Again, look at my links. In plural it clearly does exist. I am fluent in Spanish. So you can't use that reasoning on me.
So far you are speaking from your own understanding. Post some authoritative links that support your view.
A grammatical characteristic of nouns, articles, adjectives, participles and pronouns that classifies them in two groups is called gender: masculine and feminine. Adverbs and verbs (except participles) lack gender and a certain number of particles have a neutral gender.
The genre of the words of things is what the use has assigned them (often inherited from Latin).
The gender of the words of people is often, although not always, the one that corresponds to their sex, especially when referring to the origin (German, German) or occupation (fruit, fruit).
The genre of animal words is often independent of sex and is the one assigned to them by the use.
The common word denomination (in terms of gender) applies to those that allude to people and that have a unique form for both genders (the athlete, the athlete), while the ambiguous word (in terms of gender) refers to those of things and concepts that can be used in both genres (the sea, the sea). Strictly speaking it is not about two other genres, but allude to the property that certain words have to be able to be used both as masculine and feminine, for which today the denominations, habitual yesteryear, of common gender and ambiguous gender are hardly used anymore.
Formerly included one more genre, the epiceno, but nowadays we prefer to speak of epiceno nouns, because in reality they are words that are either masculine or feminine (or even in some cases common).
http://www.wikilengua.org/index.php/Gรฉnero_gramatical
1.1 Male gender
They are masculine words:
Most words that end in -o. They also have masculine gender other words that end in other letters, such as a, e.
The rivers, mountains, volcanoes, isthmus, channels: the Nile, the Amazon, the Himalayas, the Aneto, the Etna.
Cyclones, including hurricanes, typhoons and tropical storms: the Gustav, the Hanna.
The months and the days of the week: It was a very cold August, the flowery and beautiful May.
Most winds (except breeze and tramontana).
The musical notes: the, the flat.
The augmentatives in -on applied to things, even if they derive from feminine words: the inn, the notion.
Journals (in Spain): Week, Clara, Research and science.
The names of the cardinal points: north, south, east, east or west, west, sunset or west.
The numbers: three, five, 93.
1.2 Female gender
They are feminine words:
Most words that end in a. They also have feminine gender other words that end in other letters, such as o, e.
The letters: the hache, the o.
The words ending in -dad, -tad, -ciรณn, -sion: the freedom, the lesson, the city, etc. (except for augmentative derivatives, such as notices, and some exceptional cases).
There are finished names in which they are, already masculine, already feminine, according to the sense in which they are used. Barba, for example, is feminine when it means the part of the human body so called; and it is masculine when it denotes the actor who represents the roles of an elder. Cure, priest, is masculine, and feminine in the other meanings. Comet is masculine as a celestial body, and feminine as a toy for boys. Crisma, in serious style is masculine, and feminine in vulgar.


WORK REQUIRED: From the first line to the last, please print the entries exactly, omitting pictures.
___ RECORDS FOR THE EXERCISE ___
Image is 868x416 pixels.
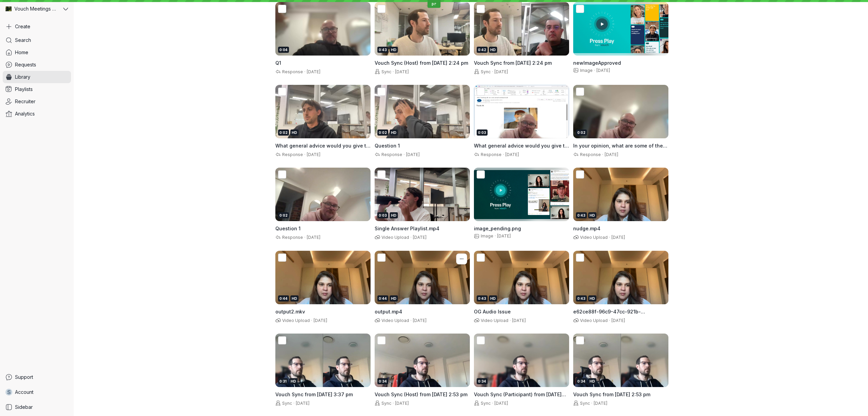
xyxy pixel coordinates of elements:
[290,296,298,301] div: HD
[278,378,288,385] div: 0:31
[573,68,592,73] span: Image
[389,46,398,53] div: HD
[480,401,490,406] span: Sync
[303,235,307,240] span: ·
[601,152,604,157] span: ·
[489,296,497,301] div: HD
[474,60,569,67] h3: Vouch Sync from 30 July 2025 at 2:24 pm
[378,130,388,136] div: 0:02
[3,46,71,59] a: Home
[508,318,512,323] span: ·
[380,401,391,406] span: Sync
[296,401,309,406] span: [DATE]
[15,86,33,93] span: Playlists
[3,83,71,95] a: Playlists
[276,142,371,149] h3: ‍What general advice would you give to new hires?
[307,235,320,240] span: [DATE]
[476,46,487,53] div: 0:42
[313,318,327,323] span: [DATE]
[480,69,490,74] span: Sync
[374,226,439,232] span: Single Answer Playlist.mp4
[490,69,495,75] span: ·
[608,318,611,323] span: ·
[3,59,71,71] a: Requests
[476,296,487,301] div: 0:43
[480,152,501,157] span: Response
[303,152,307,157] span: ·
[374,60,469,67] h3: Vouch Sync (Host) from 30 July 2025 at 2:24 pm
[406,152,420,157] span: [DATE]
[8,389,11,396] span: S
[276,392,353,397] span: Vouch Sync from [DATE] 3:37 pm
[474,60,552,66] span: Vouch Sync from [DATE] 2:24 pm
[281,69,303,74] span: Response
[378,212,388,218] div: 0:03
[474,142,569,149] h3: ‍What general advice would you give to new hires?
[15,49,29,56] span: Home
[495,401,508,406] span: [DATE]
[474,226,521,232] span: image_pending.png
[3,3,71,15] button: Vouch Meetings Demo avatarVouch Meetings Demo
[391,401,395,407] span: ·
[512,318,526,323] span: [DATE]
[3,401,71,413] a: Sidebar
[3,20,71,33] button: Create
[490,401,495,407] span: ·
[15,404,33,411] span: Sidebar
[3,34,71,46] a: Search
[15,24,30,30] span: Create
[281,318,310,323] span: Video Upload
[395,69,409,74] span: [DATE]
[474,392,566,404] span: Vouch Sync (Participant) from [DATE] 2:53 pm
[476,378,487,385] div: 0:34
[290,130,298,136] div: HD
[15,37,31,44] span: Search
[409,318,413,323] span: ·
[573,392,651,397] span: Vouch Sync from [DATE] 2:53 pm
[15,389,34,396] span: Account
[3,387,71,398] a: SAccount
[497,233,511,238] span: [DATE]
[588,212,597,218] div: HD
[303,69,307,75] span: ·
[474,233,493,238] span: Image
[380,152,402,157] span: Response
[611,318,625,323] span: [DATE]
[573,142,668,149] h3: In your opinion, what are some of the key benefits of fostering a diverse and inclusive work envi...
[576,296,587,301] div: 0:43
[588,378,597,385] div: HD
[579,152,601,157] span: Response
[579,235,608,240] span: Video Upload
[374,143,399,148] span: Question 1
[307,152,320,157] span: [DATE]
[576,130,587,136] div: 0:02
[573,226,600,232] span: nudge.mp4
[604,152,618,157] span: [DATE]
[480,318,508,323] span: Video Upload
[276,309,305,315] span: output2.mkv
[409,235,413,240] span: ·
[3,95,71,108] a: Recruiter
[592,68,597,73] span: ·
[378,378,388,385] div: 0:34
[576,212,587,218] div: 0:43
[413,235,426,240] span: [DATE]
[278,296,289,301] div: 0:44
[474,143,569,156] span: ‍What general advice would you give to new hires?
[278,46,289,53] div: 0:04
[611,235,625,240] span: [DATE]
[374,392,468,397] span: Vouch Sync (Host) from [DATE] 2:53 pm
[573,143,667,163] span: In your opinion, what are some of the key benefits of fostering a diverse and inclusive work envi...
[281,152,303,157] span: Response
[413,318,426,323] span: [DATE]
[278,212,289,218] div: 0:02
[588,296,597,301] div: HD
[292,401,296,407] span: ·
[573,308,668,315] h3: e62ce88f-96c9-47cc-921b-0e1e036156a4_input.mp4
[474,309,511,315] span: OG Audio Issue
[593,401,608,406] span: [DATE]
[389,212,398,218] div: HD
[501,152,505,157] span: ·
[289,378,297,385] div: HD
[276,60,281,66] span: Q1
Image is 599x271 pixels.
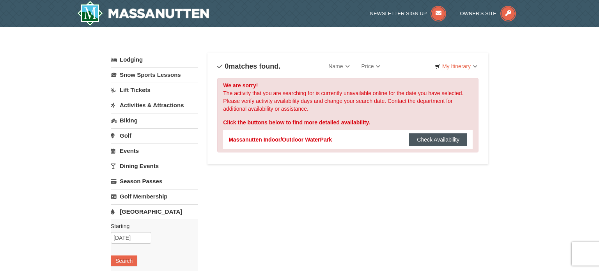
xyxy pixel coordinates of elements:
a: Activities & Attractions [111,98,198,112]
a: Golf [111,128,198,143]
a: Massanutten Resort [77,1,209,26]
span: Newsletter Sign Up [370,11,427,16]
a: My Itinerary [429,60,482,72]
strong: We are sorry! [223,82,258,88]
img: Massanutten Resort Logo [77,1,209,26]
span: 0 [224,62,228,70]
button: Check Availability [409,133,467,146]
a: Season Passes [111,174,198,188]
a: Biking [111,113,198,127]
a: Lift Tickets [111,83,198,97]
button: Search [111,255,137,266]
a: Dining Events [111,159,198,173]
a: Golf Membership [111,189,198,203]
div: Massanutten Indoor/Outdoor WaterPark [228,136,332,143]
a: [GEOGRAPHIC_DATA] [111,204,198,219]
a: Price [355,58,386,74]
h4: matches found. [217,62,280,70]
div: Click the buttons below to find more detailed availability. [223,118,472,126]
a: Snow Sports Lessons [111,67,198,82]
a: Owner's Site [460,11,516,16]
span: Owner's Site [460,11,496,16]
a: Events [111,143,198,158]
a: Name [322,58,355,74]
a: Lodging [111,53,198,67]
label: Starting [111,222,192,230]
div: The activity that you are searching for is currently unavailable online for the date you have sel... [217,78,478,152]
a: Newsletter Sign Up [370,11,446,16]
___
RESULT:
Image is 868x416 pixels.
xyxy pixel coordinates of elements:
[290,296,298,301] div: HD
[278,378,288,385] div: 0:31
[573,68,592,73] span: Image
[389,46,398,53] div: HD
[480,401,490,406] span: Sync
[303,235,307,240] span: ·
[601,152,604,157] span: ·
[489,296,497,301] div: HD
[474,60,569,67] h3: Vouch Sync from 30 July 2025 at 2:24 pm
[378,130,388,136] div: 0:02
[3,46,71,59] a: Home
[508,318,512,323] span: ·
[380,401,391,406] span: Sync
[296,401,309,406] span: [DATE]
[15,86,33,93] span: Playlists
[3,83,71,95] a: Playlists
[276,142,371,149] h3: ‍What general advice would you give to new hires?
[307,235,320,240] span: [DATE]
[476,46,487,53] div: 0:42
[313,318,327,323] span: [DATE]
[480,69,490,74] span: Sync
[374,226,439,232] span: Single Answer Playlist.mp4
[490,69,495,75] span: ·
[608,318,611,323] span: ·
[3,59,71,71] a: Requests
[476,296,487,301] div: 0:43
[480,152,501,157] span: Response
[303,152,307,157] span: ·
[374,60,469,67] h3: Vouch Sync (Host) from 30 July 2025 at 2:24 pm
[406,152,420,157] span: [DATE]
[8,389,11,396] span: S
[276,392,353,397] span: Vouch Sync from [DATE] 3:37 pm
[474,60,552,66] span: Vouch Sync from [DATE] 2:24 pm
[281,69,303,74] span: Response
[378,212,388,218] div: 0:03
[474,142,569,149] h3: ‍What general advice would you give to new hires?
[15,49,29,56] span: Home
[495,401,508,406] span: [DATE]
[474,226,521,232] span: image_pending.png
[3,3,71,15] button: Vouch Meetings Demo avatarVouch Meetings Demo
[391,401,395,407] span: ·
[512,318,526,323] span: [DATE]
[3,401,71,413] a: Sidebar
[3,20,71,33] button: Create
[490,401,495,407] span: ·
[15,404,33,411] span: Sidebar
[3,34,71,46] a: Search
[15,24,30,30] span: Create
[281,318,310,323] span: Video Upload
[395,69,409,74] span: [DATE]
[474,392,566,404] span: Vouch Sync (Participant) from [DATE] 2:53 pm
[476,378,487,385] div: 0:34
[290,130,298,136] div: HD
[15,37,31,44] span: Search
[409,318,413,323] span: ·
[573,392,651,397] span: Vouch Sync from [DATE] 2:53 pm
[15,389,34,396] span: Account
[3,387,71,398] a: SAccount
[497,233,511,238] span: [DATE]
[588,212,597,218] div: HD
[303,69,307,75] span: ·
[474,233,493,238] span: Image
[380,152,402,157] span: Response
[611,318,625,323] span: [DATE]
[573,142,668,149] h3: In your opinion, what are some of the key benefits of fostering a diverse and inclusive work envi...
[576,296,587,301] div: 0:43
[588,378,597,385] div: HD
[579,152,601,157] span: Response
[579,235,608,240] span: Video Upload
[374,143,399,148] span: Question 1
[307,152,320,157] span: [DATE]
[576,130,587,136] div: 0:02
[573,226,600,232] span: nudge.mp4
[604,152,618,157] span: [DATE]
[480,318,508,323] span: Video Upload
[276,309,305,315] span: output2.mkv
[409,235,413,240] span: ·
[3,95,71,108] a: Recruiter
[592,68,597,73] span: ·
[378,378,388,385] div: 0:34
[576,212,587,218] div: 0:43
[413,235,426,240] span: [DATE]
[278,296,289,301] div: 0:44
[474,143,569,156] span: ‍What general advice would you give to new hires?
[278,46,289,53] div: 0:04
[611,235,625,240] span: [DATE]
[374,392,468,397] span: Vouch Sync (Host) from [DATE] 2:53 pm
[573,143,667,163] span: In your opinion, what are some of the key benefits of fostering a diverse and inclusive work envi...
[281,152,303,157] span: Response
[413,318,426,323] span: [DATE]
[278,212,289,218] div: 0:02
[588,296,597,301] div: HD
[292,401,296,407] span: ·
[573,308,668,315] h3: e62ce88f-96c9-47cc-921b-0e1e036156a4_input.mp4
[474,309,511,315] span: OG Audio Issue
[593,401,608,406] span: [DATE]
[389,212,398,218] div: HD
[501,152,505,157] span: ·
[289,378,297,385] div: HD
[276,60,281,66] span: Q1
Image is 599x271 pixels.
xyxy pixel coordinates of elements:
a: Activities & Attractions [111,98,198,112]
a: Golf [111,128,198,143]
a: Massanutten Resort [77,1,209,26]
span: Newsletter Sign Up [370,11,427,16]
a: My Itinerary [429,60,482,72]
strong: We are sorry! [223,82,258,88]
img: Massanutten Resort Logo [77,1,209,26]
span: 0 [224,62,228,70]
button: Check Availability [409,133,467,146]
a: Season Passes [111,174,198,188]
a: Biking [111,113,198,127]
a: Lift Tickets [111,83,198,97]
button: Search [111,255,137,266]
a: Dining Events [111,159,198,173]
a: Golf Membership [111,189,198,203]
div: Massanutten Indoor/Outdoor WaterPark [228,136,332,143]
a: [GEOGRAPHIC_DATA] [111,204,198,219]
a: Price [355,58,386,74]
h4: matches found. [217,62,280,70]
div: Click the buttons below to find more detailed availability. [223,118,472,126]
a: Snow Sports Lessons [111,67,198,82]
a: Owner's Site [460,11,516,16]
span: Owner's Site [460,11,496,16]
a: Events [111,143,198,158]
a: Name [322,58,355,74]
a: Lodging [111,53,198,67]
label: Starting [111,222,192,230]
div: The activity that you are searching for is currently unavailable online for the date you have sel... [217,78,478,152]
a: Newsletter Sign Up [370,11,446,16]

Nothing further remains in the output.